Distributed Storage Across Four Storage Nodes With GlusterFS 3.2.x On CentOS 6.3
Distributed Storage Across Four Storage Nodes With GlusterFS 3.2.x On CentOS 6.3Version 1.0 This tutorial shows how to combine four single storage servers (running CentOS 6.3) to one large storage server (distributed storage) with GlusterFS. The client system (CentOS 6.3 as well) will be able to access the storage as if it was a local filesystem. GlusterFS is a clustered file-system capable of scaling to several peta-bytes. It aggregates various storage bricks over Infiniband RDMA or TCP/IP interconnect into one large parallel network file system. Storage bricks can be made of any commodity hardware such as x86_64 servers with SATA-II RAID and Infiniband HBA. Please note that this kind of storage (distributed storage) doesn't provide any high-availability features, as would be the case with replicated storage. I do not issue any guarantee that this will work for you!

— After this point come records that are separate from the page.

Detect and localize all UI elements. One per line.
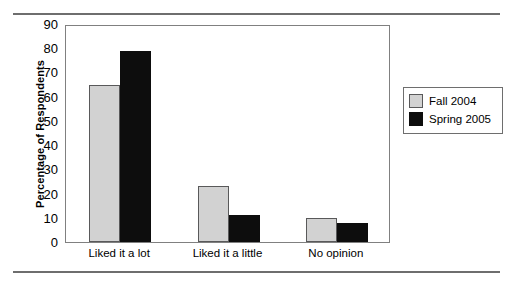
bar-spring-2005-liked-it-a-little xyxy=(229,215,260,242)
legend-item-label: Spring 2005 xyxy=(429,113,491,125)
y-axis-tick-50: 50 xyxy=(28,117,58,127)
x-axis-category-labels: Liked it a lotLiked it a littleNo opinio… xyxy=(65,247,390,267)
top-divider-rule xyxy=(13,13,500,15)
bar-chart-figure: Percentage of Respondents 01020304050607… xyxy=(0,0,513,283)
legend-item-spring-2005: Spring 2005 xyxy=(409,110,497,128)
plot-area xyxy=(65,25,390,243)
y-axis-tick-30: 30 xyxy=(28,165,58,175)
bottom-divider-rule xyxy=(13,271,500,273)
bar-fall-2004-no-opinion xyxy=(306,218,337,242)
y-axis-tick-70: 70 xyxy=(28,68,58,78)
y-axis-tick-labels: 0102030405060708090 xyxy=(28,25,58,243)
legend-swatch-icon xyxy=(409,112,423,126)
bar-fall-2004-liked-it-a-lot xyxy=(89,85,120,242)
y-axis-tick-60: 60 xyxy=(28,93,58,103)
y-axis-tick-0: 0 xyxy=(28,238,58,248)
chart-legend: Fall 2004Spring 2005 xyxy=(403,87,503,134)
legend-item-label: Fall 2004 xyxy=(429,95,476,107)
bar-spring-2005-no-opinion xyxy=(337,223,368,242)
legend-swatch-icon xyxy=(409,94,423,108)
y-axis-tick-10: 10 xyxy=(28,214,58,224)
bar-spring-2005-liked-it-a-lot xyxy=(120,51,151,242)
plot-bars-container xyxy=(66,26,389,242)
y-axis-tick-80: 80 xyxy=(28,44,58,54)
x-axis-label-liked-it-a-lot: Liked it a lot xyxy=(65,247,173,259)
y-axis-tick-40: 40 xyxy=(28,141,58,151)
bar-fall-2004-liked-it-a-little xyxy=(198,186,229,242)
legend-item-fall-2004: Fall 2004 xyxy=(409,92,497,110)
x-axis-label-no-opinion: No opinion xyxy=(282,247,390,259)
y-axis-tick-90: 90 xyxy=(28,20,58,30)
y-axis-tick-20: 20 xyxy=(28,190,58,200)
x-axis-label-liked-it-a-little: Liked it a little xyxy=(173,247,281,259)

1 Preliminary NoteIn this tutorial I use five systems, four servers and a client:
All five systems should be able to resolve the other systems' hostnames. If this cannot be done through DNS, you should edit the /etc/hosts file so that it looks as follows on all five systems: vi /etc/hosts
(It is also possible to use IP addresses instead of hostnames in the following setup. If you prefer to use IP addresses, you don't have to care about whether the hostnames can be resolved or not.)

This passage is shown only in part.